> _Work task_
Every line between the top of the data below and the line with "What are the", both ends included, must be retyped exactly.

> _Extracted information_
---------------
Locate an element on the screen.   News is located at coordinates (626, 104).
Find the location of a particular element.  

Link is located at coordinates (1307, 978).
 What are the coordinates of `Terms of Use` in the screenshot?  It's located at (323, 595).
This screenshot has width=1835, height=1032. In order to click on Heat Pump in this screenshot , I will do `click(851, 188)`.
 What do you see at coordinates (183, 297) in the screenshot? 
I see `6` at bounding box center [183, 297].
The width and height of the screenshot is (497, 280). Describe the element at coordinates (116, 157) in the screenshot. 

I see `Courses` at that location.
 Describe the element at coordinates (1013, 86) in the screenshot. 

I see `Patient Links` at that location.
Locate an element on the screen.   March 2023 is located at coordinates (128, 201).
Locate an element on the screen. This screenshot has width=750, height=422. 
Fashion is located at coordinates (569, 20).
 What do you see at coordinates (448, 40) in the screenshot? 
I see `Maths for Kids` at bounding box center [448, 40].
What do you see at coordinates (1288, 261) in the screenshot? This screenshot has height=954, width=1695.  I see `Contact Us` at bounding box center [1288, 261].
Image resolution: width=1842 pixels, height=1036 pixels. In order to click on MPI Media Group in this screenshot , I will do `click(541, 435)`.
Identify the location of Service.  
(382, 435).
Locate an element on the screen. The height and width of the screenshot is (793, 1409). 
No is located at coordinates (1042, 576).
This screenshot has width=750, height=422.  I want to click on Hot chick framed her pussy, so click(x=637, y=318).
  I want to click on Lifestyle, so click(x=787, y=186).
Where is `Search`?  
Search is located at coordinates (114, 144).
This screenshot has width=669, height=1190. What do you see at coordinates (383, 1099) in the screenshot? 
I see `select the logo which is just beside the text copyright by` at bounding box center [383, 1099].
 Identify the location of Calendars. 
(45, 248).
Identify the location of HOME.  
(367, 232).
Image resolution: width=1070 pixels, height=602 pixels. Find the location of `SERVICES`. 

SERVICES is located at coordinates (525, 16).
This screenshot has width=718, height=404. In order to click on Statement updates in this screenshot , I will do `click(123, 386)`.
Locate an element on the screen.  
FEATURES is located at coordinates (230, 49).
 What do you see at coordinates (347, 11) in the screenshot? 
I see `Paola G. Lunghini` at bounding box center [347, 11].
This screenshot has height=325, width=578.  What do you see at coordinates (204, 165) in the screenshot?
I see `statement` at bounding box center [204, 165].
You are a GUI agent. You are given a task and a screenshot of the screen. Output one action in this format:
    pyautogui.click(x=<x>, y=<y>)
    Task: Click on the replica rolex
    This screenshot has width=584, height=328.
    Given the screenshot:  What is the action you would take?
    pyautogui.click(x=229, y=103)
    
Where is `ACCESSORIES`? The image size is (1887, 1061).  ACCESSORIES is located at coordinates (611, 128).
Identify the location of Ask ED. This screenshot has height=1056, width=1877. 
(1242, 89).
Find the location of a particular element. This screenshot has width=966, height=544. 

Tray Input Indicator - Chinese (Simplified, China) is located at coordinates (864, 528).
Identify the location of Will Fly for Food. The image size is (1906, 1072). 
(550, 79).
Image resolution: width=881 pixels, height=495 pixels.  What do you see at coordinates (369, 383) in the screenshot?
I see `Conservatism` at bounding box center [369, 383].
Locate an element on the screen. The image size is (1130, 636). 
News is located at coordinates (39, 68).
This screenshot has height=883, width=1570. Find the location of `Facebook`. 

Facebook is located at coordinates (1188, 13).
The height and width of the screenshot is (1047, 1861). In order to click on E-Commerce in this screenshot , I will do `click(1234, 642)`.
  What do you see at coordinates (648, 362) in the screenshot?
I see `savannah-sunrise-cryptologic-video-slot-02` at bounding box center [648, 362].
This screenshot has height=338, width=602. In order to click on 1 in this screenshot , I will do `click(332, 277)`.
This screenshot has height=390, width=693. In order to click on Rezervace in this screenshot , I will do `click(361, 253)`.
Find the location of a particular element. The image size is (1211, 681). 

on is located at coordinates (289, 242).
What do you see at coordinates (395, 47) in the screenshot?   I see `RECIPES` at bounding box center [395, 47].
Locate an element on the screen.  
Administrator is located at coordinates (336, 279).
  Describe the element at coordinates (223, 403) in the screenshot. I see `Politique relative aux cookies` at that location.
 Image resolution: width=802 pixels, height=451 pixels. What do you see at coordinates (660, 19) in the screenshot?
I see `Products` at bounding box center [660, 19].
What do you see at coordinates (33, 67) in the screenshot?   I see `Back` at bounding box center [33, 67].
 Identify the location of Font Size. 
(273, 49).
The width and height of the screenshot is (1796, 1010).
---------------
> _Response_
Locate an element on the screen.   News is located at coordinates (626, 104).
Find the location of a particular element.  

Link is located at coordinates (1307, 978).
 What are the coordinates of `Terms of Use` in the screenshot?  It's located at (323, 595).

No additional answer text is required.